01/28/2026
JC and the Committee of People Who Enjoy Sleeping
JC had always been the unofficial guardian of his neighborhood—a tall, white-haired, white-bearded sentinel with a toolbox in one hand and a bucket of good intentions in the other.
If Mrs. Hargrove, the cat lady next door, needed help rescuing Mittens #12 from a tree, JC was there. If old Mr. Benton’s porch light fizzled out again, JC fixed it before the man even realized it was broken. The whole street knew that if something needed repairing, rescuing, or reinventing, JC would handle it before the end of the day— or at least before dinner.
But then everything changed.
His quiet next-door neighbor moved away and turned the house into an Airbnb—one that apparently only accepted guests who enjoyed yelling, drinking, DJ-ing, and howling at the moon until 3 a.m.
After three nights of sleepless chaos, JC decided it was time for some gentle, neighborly intervention.
First, he began his “accidental” 5:30 a.m. leaf-blower routine—right outside their bedroom window.
When that didn’t do the trick, he started “testing” the emergency siren he’d kept from his land-surveying days.
And for the grand finale, he left a very realistic Neighborhood HOA Noise Violation Notice on their door—signed, mysteriously, by The Committee of People Who Enjoy Sleeping.
The guests checked out early the next morning, looking like they had seen the Ghost of County Ordinance Past.
That evening, victorious and finally surrounded by blessed silence, JC walked back into his house—ready to celebrate a job well done.
Waiting for him on the table was a steaming dish of squirrel pie, courtesy of the roaming critters who always seemed to leave him “gifts.”
JC sighed, shrugged, and laughed.
“Well,” he said to no one in particular, “compared to that Airbnb, this is the tastiest problem I’ve had all week.”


▸ Aim of the exercise
Quote every line below exactly as it reads.

------ Material provided

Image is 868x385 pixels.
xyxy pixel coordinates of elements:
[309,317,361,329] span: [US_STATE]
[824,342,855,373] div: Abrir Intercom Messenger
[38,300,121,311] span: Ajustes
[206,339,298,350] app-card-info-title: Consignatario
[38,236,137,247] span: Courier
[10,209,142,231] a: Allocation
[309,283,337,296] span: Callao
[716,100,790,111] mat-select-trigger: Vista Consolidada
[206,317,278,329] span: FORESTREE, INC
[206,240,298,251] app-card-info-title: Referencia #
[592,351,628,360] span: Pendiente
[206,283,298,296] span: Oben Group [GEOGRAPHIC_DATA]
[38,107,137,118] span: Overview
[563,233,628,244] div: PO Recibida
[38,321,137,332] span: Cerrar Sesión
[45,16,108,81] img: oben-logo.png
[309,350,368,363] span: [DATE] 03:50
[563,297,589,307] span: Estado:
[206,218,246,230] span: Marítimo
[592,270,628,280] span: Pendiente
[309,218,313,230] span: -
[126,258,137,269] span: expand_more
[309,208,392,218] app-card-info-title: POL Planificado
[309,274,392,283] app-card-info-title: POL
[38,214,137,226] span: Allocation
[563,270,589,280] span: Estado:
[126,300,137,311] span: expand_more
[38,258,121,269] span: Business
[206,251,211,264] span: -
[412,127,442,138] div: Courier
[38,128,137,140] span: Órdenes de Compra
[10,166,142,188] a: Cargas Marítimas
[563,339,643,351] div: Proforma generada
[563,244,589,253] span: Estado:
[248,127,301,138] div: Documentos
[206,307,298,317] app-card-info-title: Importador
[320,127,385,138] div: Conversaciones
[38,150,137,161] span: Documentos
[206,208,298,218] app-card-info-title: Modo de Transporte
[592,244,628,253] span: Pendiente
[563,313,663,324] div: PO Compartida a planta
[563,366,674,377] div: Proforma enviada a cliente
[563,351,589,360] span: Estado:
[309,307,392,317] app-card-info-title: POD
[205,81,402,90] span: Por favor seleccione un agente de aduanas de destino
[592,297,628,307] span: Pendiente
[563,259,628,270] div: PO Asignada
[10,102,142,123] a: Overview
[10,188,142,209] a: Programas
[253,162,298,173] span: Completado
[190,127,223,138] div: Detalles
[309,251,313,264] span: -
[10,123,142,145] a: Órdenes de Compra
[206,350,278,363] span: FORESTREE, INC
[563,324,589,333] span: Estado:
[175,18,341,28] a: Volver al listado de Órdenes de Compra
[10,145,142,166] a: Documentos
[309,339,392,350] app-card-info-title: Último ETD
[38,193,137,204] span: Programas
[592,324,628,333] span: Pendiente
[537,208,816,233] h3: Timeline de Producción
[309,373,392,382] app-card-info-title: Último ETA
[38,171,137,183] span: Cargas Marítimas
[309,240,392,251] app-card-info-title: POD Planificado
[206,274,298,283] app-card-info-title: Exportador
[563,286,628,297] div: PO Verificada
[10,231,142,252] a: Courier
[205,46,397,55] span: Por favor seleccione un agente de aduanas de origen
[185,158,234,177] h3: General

------------

▸ The answer
Image is 868x385 pixels.
xyxy pixel coordinates of elements:
[309,317,361,329] span: [US_STATE]
[824,342,855,373] div: Abrir Intercom Messenger
[38,300,121,311] span: Ajustes
[206,339,298,350] app-card-info-title: Consignatario
[38,236,137,247] span: Courier
[10,209,142,231] a: Allocation
[309,283,337,296] span: Callao
[716,100,790,111] mat-select-trigger: Vista Consolidada
[206,317,278,329] span: FORESTREE, INC
[206,240,298,251] app-card-info-title: Referencia #
[592,351,628,360] span: Pendiente
[206,283,298,296] span: Oben Group [GEOGRAPHIC_DATA]
[38,107,137,118] span: Overview
[563,233,628,244] div: PO Recibida
[38,321,137,332] span: Cerrar Sesión
[45,16,108,81] img: oben-logo.png
[309,350,368,363] span: [DATE] 03:50
[563,297,589,307] span: Estado:
[206,218,246,230] span: Marítimo
[592,270,628,280] span: Pendiente
[309,218,313,230] span: -
[126,258,137,269] span: expand_more
[309,208,392,218] app-card-info-title: POL Planificado
[309,274,392,283] app-card-info-title: POL
[38,214,137,226] span: Allocation
[563,270,589,280] span: Estado:
[126,300,137,311] span: expand_more
[38,258,121,269] span: Business
[206,251,211,264] span: -
[412,127,442,138] div: Courier
[38,128,137,140] span: Órdenes de Compra
[10,166,142,188] a: Cargas Marítimas
[563,339,643,351] div: Proforma generada
[563,244,589,253] span: Estado:
[248,127,301,138] div: Documentos
[206,307,298,317] app-card-info-title: Importador
[320,127,385,138] div: Conversaciones
[38,150,137,161] span: Documentos
[206,208,298,218] app-card-info-title: Modo de Transporte
[592,244,628,253] span: Pendiente
[563,313,663,324] div: PO Compartida a planta
[563,366,674,377] div: Proforma enviada a cliente
[563,351,589,360] span: Estado:
[309,307,392,317] app-card-info-title: POD
[205,81,402,90] span: Por favor seleccione un agente de aduanas de destino
[592,297,628,307] span: Pendiente
[563,259,628,270] div: PO Asignada
[10,102,142,123] a: Overview
[10,188,142,209] a: Programas
[253,162,298,173] span: Completado
[190,127,223,138] div: Detalles
[309,251,313,264] span: -
[10,123,142,145] a: Órdenes de Compra
[206,350,278,363] span: FORESTREE, INC
[563,324,589,333] span: Estado:
[175,18,341,28] a: Volver al listado de Órdenes de Compra
[10,145,142,166] a: Documentos
[309,339,392,350] app-card-info-title: Último ETD
[38,193,137,204] span: Programas
[592,324,628,333] span: Pendiente
[537,208,816,233] h3: Timeline de Producción
[309,373,392,382] app-card-info-title: Último ETA
[38,171,137,183] span: Cargas Marítimas
[309,240,392,251] app-card-info-title: POD Planificado
[206,274,298,283] app-card-info-title: Exportador
[563,286,628,297] div: PO Verificada
[10,231,142,252] a: Courier
[205,46,397,55] span: Por favor seleccione un agente de aduanas de origen
[185,158,234,177] h3: General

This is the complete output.